Abraham Lincoln's Stovepipe Hat is Wrong Size, No Evidence It Actually Belonged to Him, 16-Month State Study Finds

A stovepipe hat long displayed at President Abraham Lincoln's presidential museum in Springfield, Illinois, may not have belonged to the Great Emancipator at all, a recent study found.

That study, undertaken by Illinois State Historian Samuel Wheeler, shows that there's no solid connection between the hat and any sign of ownership by the president.

In fact, the hat was at one point sold for $1 at an antique shop in 1950s, and the original seller had no material proof that it was Lincoln's. From that store, Lincoln artifact collector and Illinois state-employed curator of Lincoln artifacts for preservation James Hickey bought the hat. He then sold the hat to Lincoln artifact collector and eventual one-time museum board member Louise Taper, for an undisclosed sum. She in turn sold it to the Abraham Lincoln Presidential Library Foundation, which bought it for the museum. At appraisal, it was later declared to be worth $6.5 million, part of the $25 million cache of artifacts used to establish the museum.

Wheeler's study also found that the hat was not Lincoln's size. The museum, according to WBEZ, had the hat swabbed by the FBI in pursuit of Lincoln's DNA, to no gain.

Abraham Lincoln
A stovepipe hat which allegedly had once belonged to President Abraham Lincoln and has been displayed at Lincoln's presidential library as belonging to him may never have been his possession at all, says a new study. EJGrubbs/Getty

In the study, Wheeler blames a lack of due-diligence for the hat's questionable credentials. The story attached to it officially by the museum—that William Waller, a farmer, was given the hat by Lincoln in thanks for his support of the Union Army in a very pro-Democratic area of Illinois when he met with the president—was agreed to be true by Clara Waller, his daughter-in-law, who had sold it to that antique shop for a single dollar, in a signed affidavit. This is purely unsubstantiated evidence, but it was good enough for James Hickey, who bought it for an unknown sum.

Because of Hickey's endorsement, Louise Taper, too believed the hat she bought from him was a genuine article when she sold it to the museum.

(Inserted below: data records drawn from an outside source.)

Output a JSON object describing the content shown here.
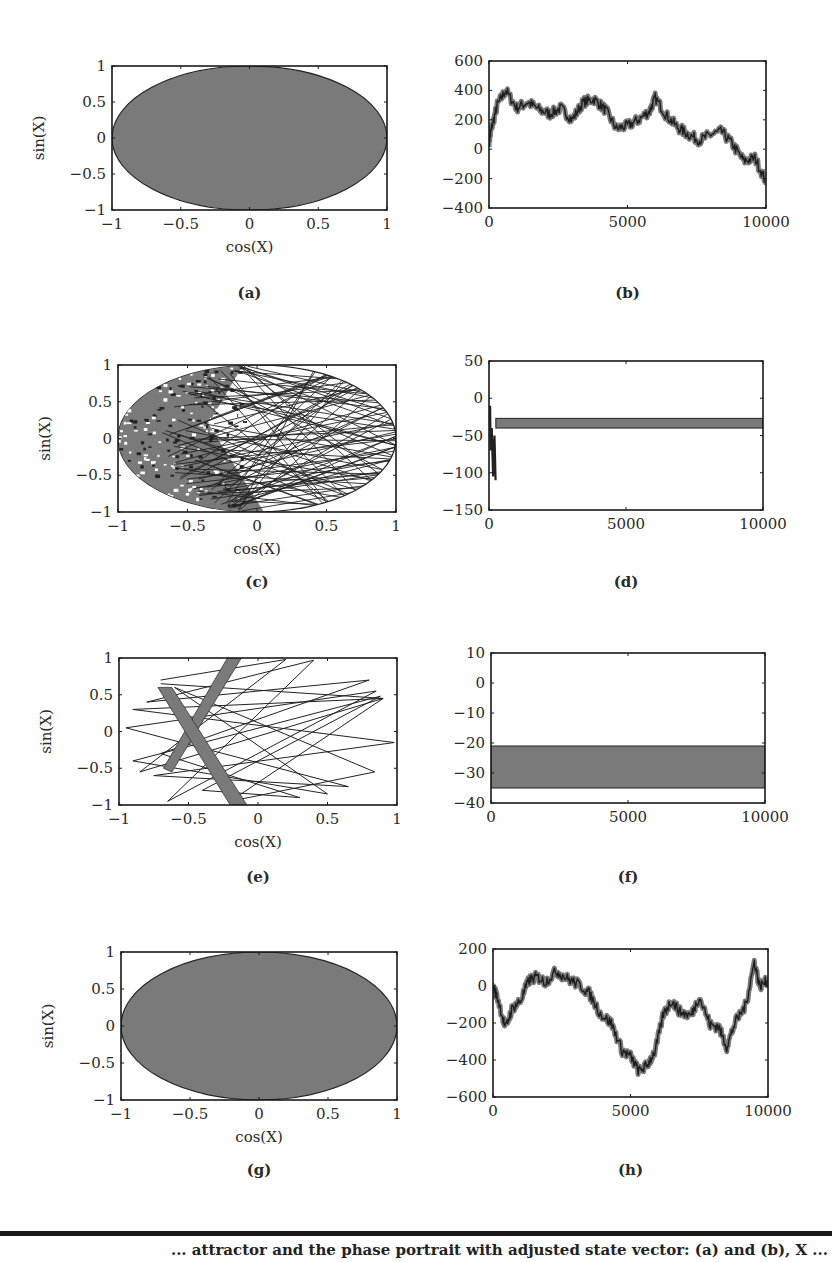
{
  "figure": {
    "caption_fragment": "... attractor and the phase portrait with adjusted state vector: (a) and (b), X ...",
    "colors": {
      "fill": "#7a7a7a",
      "line": "#222222",
      "axis": "#1a1a1a",
      "background": "#ffffff"
    }
  },
  "chart_data": [
    {
      "id": "a",
      "panel_label": "(a)",
      "type": "scatter",
      "title": "",
      "xlabel": "cos(X)",
      "ylabel": "sin(X)",
      "xlim": [
        -1,
        1
      ],
      "ylim": [
        -1,
        1
      ],
      "xticks": [
        "−1",
        "−0.5",
        "0",
        "0.5",
        "1"
      ],
      "yticks": [
        "1",
        "0.5",
        "0",
        "−0.5",
        "−1"
      ],
      "description": "Dense filled unit circle (stretched into an ellipse by aspect ratio); points densely cover the entire disk",
      "grid": false
    },
    {
      "id": "b",
      "panel_label": "(b)",
      "type": "line",
      "title": "",
      "xlabel": "",
      "ylabel": "",
      "xlim": [
        0,
        10000
      ],
      "ylim": [
        -400,
        600
      ],
      "xticks": [
        "0",
        "5000",
        "10000"
      ],
      "yticks": [
        "600",
        "400",
        "200",
        "0",
        "−200",
        "−400"
      ],
      "x": [
        0,
        100,
        300,
        600,
        1000,
        1400,
        1800,
        2200,
        2600,
        3000,
        3400,
        3800,
        4200,
        4600,
        5000,
        5400,
        5800,
        6000,
        6400,
        6800,
        7200,
        7600,
        8000,
        8400,
        8800,
        9200,
        9600,
        10000
      ],
      "values": [
        50,
        150,
        300,
        400,
        280,
        320,
        270,
        240,
        280,
        200,
        320,
        340,
        270,
        140,
        160,
        200,
        260,
        350,
        230,
        150,
        100,
        60,
        100,
        120,
        30,
        -80,
        -60,
        -220
      ],
      "grid": false
    },
    {
      "id": "c",
      "panel_label": "(c)",
      "type": "scatter",
      "title": "",
      "xlabel": "cos(X)",
      "ylabel": "sin(X)",
      "xlim": [
        -1,
        1
      ],
      "ylim": [
        -1,
        1
      ],
      "xticks": [
        "−1",
        "−0.5",
        "0",
        "0.5",
        "1"
      ],
      "yticks": [
        "1",
        "0.5",
        "0",
        "−0.5",
        "−1"
      ],
      "description": "Disk densely filled on left half with many chord line segments across the right half",
      "grid": false
    },
    {
      "id": "d",
      "panel_label": "(d)",
      "type": "line",
      "title": "",
      "xlabel": "",
      "ylabel": "",
      "xlim": [
        0,
        10000
      ],
      "ylim": [
        -150,
        50
      ],
      "xticks": [
        "0",
        "5000",
        "10000"
      ],
      "yticks": [
        "50",
        "0",
        "−50",
        "−100",
        "−150"
      ],
      "transient": {
        "x_range": [
          0,
          250
        ],
        "y_range": [
          -110,
          -10
        ]
      },
      "band": {
        "x_range": [
          250,
          10000
        ],
        "y_range": [
          -40,
          -27
        ]
      },
      "grid": false
    },
    {
      "id": "e",
      "panel_label": "(e)",
      "type": "scatter",
      "title": "",
      "xlabel": "cos(X)",
      "ylabel": "sin(X)",
      "xlim": [
        -1,
        1
      ],
      "ylim": [
        -1,
        1
      ],
      "xticks": [
        "−1",
        "−0.5",
        "0",
        "0.5",
        "1"
      ],
      "yticks": [
        "1",
        "0.5",
        "0",
        "−0.5",
        "−1"
      ],
      "description": "Sparse set of straight chords plus two thick crossing bands forming an X near (-0.5, 0)",
      "grid": false
    },
    {
      "id": "f",
      "panel_label": "(f)",
      "type": "area",
      "title": "",
      "xlabel": "",
      "ylabel": "",
      "xlim": [
        0,
        10000
      ],
      "ylim": [
        -40,
        10
      ],
      "xticks": [
        "0",
        "5000",
        "10000"
      ],
      "yticks": [
        "10",
        "0",
        "−10",
        "−20",
        "−30",
        "−40"
      ],
      "band": {
        "x_range": [
          0,
          10000
        ],
        "y_range": [
          -35,
          -21
        ]
      },
      "grid": false
    },
    {
      "id": "g",
      "panel_label": "(g)",
      "type": "scatter",
      "title": "",
      "xlabel": "cos(X)",
      "ylabel": "sin(X)",
      "xlim": [
        -1,
        1
      ],
      "ylim": [
        -1,
        1
      ],
      "xticks": [
        "−1",
        "−0.5",
        "0",
        "0.5",
        "1"
      ],
      "yticks": [
        "1",
        "0.5",
        "0",
        "−0.5",
        "−1"
      ],
      "description": "Dense filled unit circle (stretched into an ellipse by aspect ratio)",
      "grid": false
    },
    {
      "id": "h",
      "panel_label": "(h)",
      "type": "line",
      "title": "",
      "xlabel": "",
      "ylabel": "",
      "xlim": [
        0,
        10000
      ],
      "ylim": [
        -600,
        200
      ],
      "xticks": [
        "0",
        "5000",
        "10000"
      ],
      "yticks": [
        "200",
        "0",
        "−200",
        "−400",
        "−600"
      ],
      "x": [
        0,
        200,
        450,
        700,
        1000,
        1300,
        1600,
        1900,
        2300,
        2700,
        3100,
        3500,
        3900,
        4300,
        4700,
        5000,
        5300,
        5600,
        5900,
        6200,
        6500,
        6800,
        7200,
        7500,
        7900,
        8200,
        8500,
        8800,
        9200,
        9500,
        9700,
        10000
      ],
      "values": [
        0,
        -80,
        -230,
        -120,
        -80,
        30,
        50,
        20,
        80,
        40,
        10,
        -40,
        -150,
        -200,
        -350,
        -380,
        -460,
        -430,
        -350,
        -150,
        -80,
        -140,
        -160,
        -60,
        -210,
        -220,
        -330,
        -200,
        -100,
        130,
        0,
        30
      ],
      "grid": false
    }
  ]
}
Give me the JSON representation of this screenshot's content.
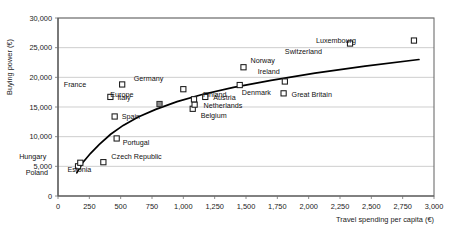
{
  "chart_data": {
    "type": "scatter",
    "title": "",
    "xlabel": "Travel spending per capita (€)",
    "ylabel": "Buying power (€)",
    "xlim": [
      0,
      3000
    ],
    "ylim": [
      0,
      30000
    ],
    "xticks": [
      "0",
      "250",
      "500",
      "750",
      "1,000",
      "1,250",
      "1,500",
      "1,750",
      "2,000",
      "2,250",
      "2,500",
      "2,750",
      "3,000"
    ],
    "xtick_values": [
      0,
      250,
      500,
      750,
      1000,
      1250,
      1500,
      1750,
      2000,
      2250,
      2500,
      2750,
      3000
    ],
    "yticks": [
      "0",
      "5,000",
      "10,000",
      "15,000",
      "20,000",
      "25,000",
      "30,000"
    ],
    "ytick_values": [
      0,
      5000,
      10000,
      15000,
      20000,
      25000,
      30000
    ],
    "grid": "horizontal",
    "legend": "none",
    "marker_style": "open-square",
    "points": [
      {
        "name": "Poland",
        "x": 160,
        "y": 5000,
        "label_dx": -30,
        "label_dy": 9,
        "marker": "open"
      },
      {
        "name": "Hungary",
        "x": 178,
        "y": 5600,
        "label_dx": -34,
        "label_dy": -4,
        "marker": "open"
      },
      {
        "name": "Estonia",
        "x": 362,
        "y": 5700,
        "label_dx": -12,
        "label_dy": 10,
        "marker": "open"
      },
      {
        "name": "Czech Republic",
        "x": 362,
        "y": 5700,
        "label_dx": 8,
        "label_dy": -3,
        "marker": "none"
      },
      {
        "name": "Portugal",
        "x": 468,
        "y": 9700,
        "label_dx": 6,
        "label_dy": 7,
        "marker": "open"
      },
      {
        "name": "Spain",
        "x": 452,
        "y": 13400,
        "label_dx": 7,
        "label_dy": 3,
        "marker": "open"
      },
      {
        "name": "Italy",
        "x": 418,
        "y": 16700,
        "label_dx": 7,
        "label_dy": 3,
        "marker": "open"
      },
      {
        "name": "France",
        "x": 512,
        "y": 18800,
        "label_dx": -36,
        "label_dy": 3,
        "marker": "open"
      },
      {
        "name": "Europe",
        "x": 810,
        "y": 15500,
        "label_dx": -26,
        "label_dy": -7,
        "marker": "filled"
      },
      {
        "name": "Germany",
        "x": 1000,
        "y": 18000,
        "label_dx": -20,
        "label_dy": -8,
        "marker": "open"
      },
      {
        "name": "Belgium",
        "x": 1075,
        "y": 14700,
        "label_dx": 8,
        "label_dy": 9,
        "marker": "open"
      },
      {
        "name": "Netherlands",
        "x": 1090,
        "y": 15400,
        "label_dx": 9,
        "label_dy": 3,
        "marker": "open"
      },
      {
        "name": "Finland",
        "x": 1085,
        "y": 16300,
        "label_dx": 9,
        "label_dy": -2,
        "marker": "open"
      },
      {
        "name": "Austria",
        "x": 1175,
        "y": 16700,
        "label_dx": 8,
        "label_dy": 3,
        "marker": "open"
      },
      {
        "name": "Denmark",
        "x": 1450,
        "y": 18700,
        "label_dx": 2,
        "label_dy": 10,
        "marker": "open"
      },
      {
        "name": "Norway",
        "x": 1480,
        "y": 21700,
        "label_dx": 7,
        "label_dy": -4,
        "marker": "open"
      },
      {
        "name": "Great Britain",
        "x": 1800,
        "y": 17300,
        "label_dx": 8,
        "label_dy": 4,
        "marker": "open"
      },
      {
        "name": "Ireland",
        "x": 1810,
        "y": 19300,
        "label_dx": -5,
        "label_dy": -7,
        "marker": "open"
      },
      {
        "name": "Switzerland",
        "x": 2330,
        "y": 25700,
        "label_dx": -28,
        "label_dy": 10,
        "marker": "open"
      },
      {
        "name": "Luxembourg",
        "x": 2840,
        "y": 26200,
        "label_dx": -58,
        "label_dy": 2,
        "marker": "open"
      }
    ],
    "trend": {
      "name": "logarithmic trendline",
      "points": [
        {
          "x": 150,
          "y": 3900
        },
        {
          "x": 200,
          "y": 5700
        },
        {
          "x": 260,
          "y": 7200
        },
        {
          "x": 330,
          "y": 8700
        },
        {
          "x": 420,
          "y": 10400
        },
        {
          "x": 520,
          "y": 11900
        },
        {
          "x": 640,
          "y": 13300
        },
        {
          "x": 780,
          "y": 14600
        },
        {
          "x": 950,
          "y": 15900
        },
        {
          "x": 1150,
          "y": 17100
        },
        {
          "x": 1400,
          "y": 18300
        },
        {
          "x": 1700,
          "y": 19500
        },
        {
          "x": 2050,
          "y": 20700
        },
        {
          "x": 2450,
          "y": 21900
        },
        {
          "x": 2880,
          "y": 23000
        }
      ]
    }
  },
  "colors": {
    "grid": "#b9b9b9",
    "border": "#6e6e6e",
    "trend": "#000000",
    "marker_fill": "#ffffff",
    "marker_stroke": "#1a1a1a",
    "europe_fill": "#8c8c8c",
    "text": "#1a1a1a",
    "background": "#ffffff"
  }
}
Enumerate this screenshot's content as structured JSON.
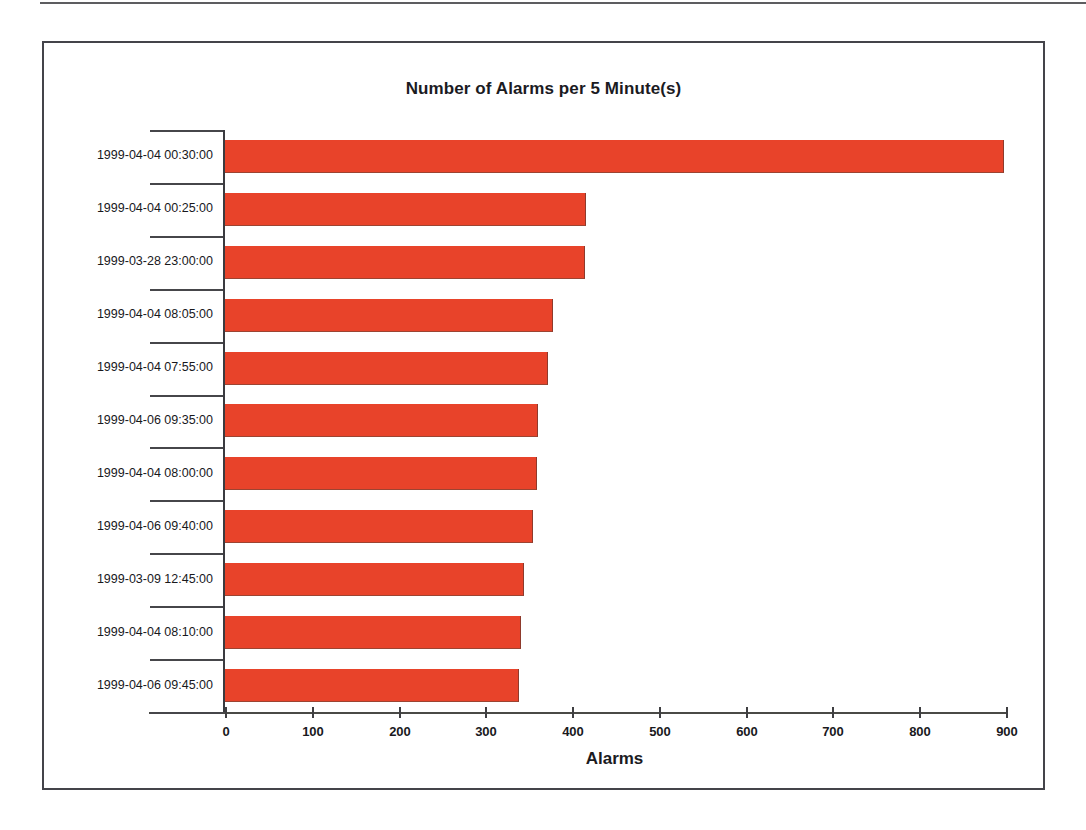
{
  "page": {
    "background_color": "#ffffff",
    "top_rule": "horizontal-rule"
  },
  "chart_frame": {
    "border_color": "#44444a"
  },
  "chart_data": {
    "type": "bar",
    "orientation": "horizontal",
    "title": "Number of Alarms per 5 Minute(s)",
    "xlabel": "Alarms",
    "ylabel": "",
    "xlim": [
      0,
      900
    ],
    "xticks": [
      0,
      100,
      200,
      300,
      400,
      500,
      600,
      700,
      800,
      900
    ],
    "grid": false,
    "legend": false,
    "bar_color": "#e8432a",
    "categories": [
      "1999-04-04 00:30:00",
      "1999-04-04 00:25:00",
      "1999-03-28 23:00:00",
      "1999-04-04 08:05:00",
      "1999-04-04 07:55:00",
      "1999-04-06 09:35:00",
      "1999-04-04 08:00:00",
      "1999-04-06 09:40:00",
      "1999-03-09 12:45:00",
      "1999-04-04 08:10:00",
      "1999-04-06 09:45:00"
    ],
    "values": [
      898,
      416,
      415,
      378,
      372,
      361,
      360,
      355,
      345,
      341,
      339
    ]
  }
}
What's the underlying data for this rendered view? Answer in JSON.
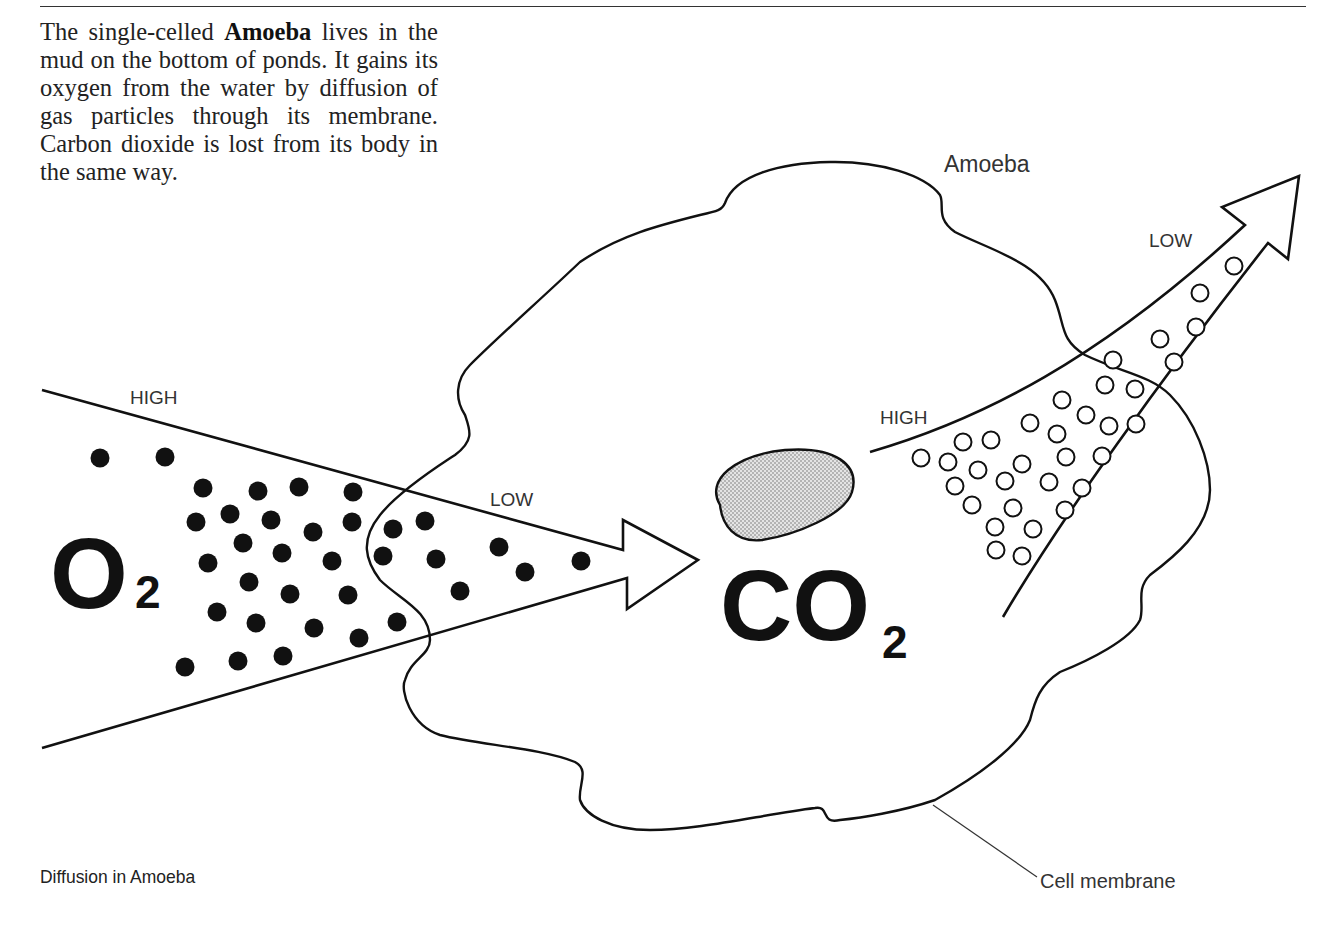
{
  "intro": {
    "before_bold": "The single-celled ",
    "bold": "Amoeba",
    "after_bold": " lives in the mud on the bottom of ponds. It gains its oxygen from the water by diffusion of gas particles through its membrane. Carbon dioxide is lost from its body in the same way."
  },
  "caption": "Diffusion in Amoeba",
  "labels": {
    "organism": "Amoeba",
    "membrane": "Cell membrane",
    "o2_high": "HIGH",
    "o2_low": "LOW",
    "co2_high": "HIGH",
    "co2_low": "LOW"
  },
  "formulas": {
    "oxygen": {
      "base": "O",
      "sub": "2"
    },
    "carbon_dioxide": {
      "base": "CO",
      "sub": "2"
    }
  },
  "colors": {
    "line": "#111111",
    "nucleus_fill": "#c8c8c8",
    "particle_o2": "#111111",
    "particle_co2": "#ffffff"
  }
}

No one publicly questioned its authenticity until 2012, when a Chicago Sun-Times editorial suggested the hat couldn't possibly be Lincoln's.

A further survey of the evidence by ex-museum director Alan Lowe showed that other points of authenticity used by the museum—that there was a worn spot on the brim from Lincoln taking it off constantly as a sign of respect to passersby on the street, that the material on the inside suggests it came from a certain Illinois milliner, and that it may have been used by the president to secret documents during travel, explaining it being slightly larger than his typical hat size—were to also found to be apocryphal.

He also couldn't verify Waller's anecdotal evidence that her father in law had ever met President Lincoln.

"No matter what the final determination proves to be on the stovepipe hat, it is clear that no one at [the museum] conducted any research on the object before it was acquired in 2007," concluded Wheeler's study. He also encourages further study of the hat to determine its true authenticity.

Nick Kalm, a spokesman and board member from the Abraham Lincoln Library Foundation, told WBEZ in a statement, "We completely support and are fully cooperating with Dr. Sam Wheeler, the state of Illinois historian, and the state of Illinois' efforts to further determine the provenance of the hat."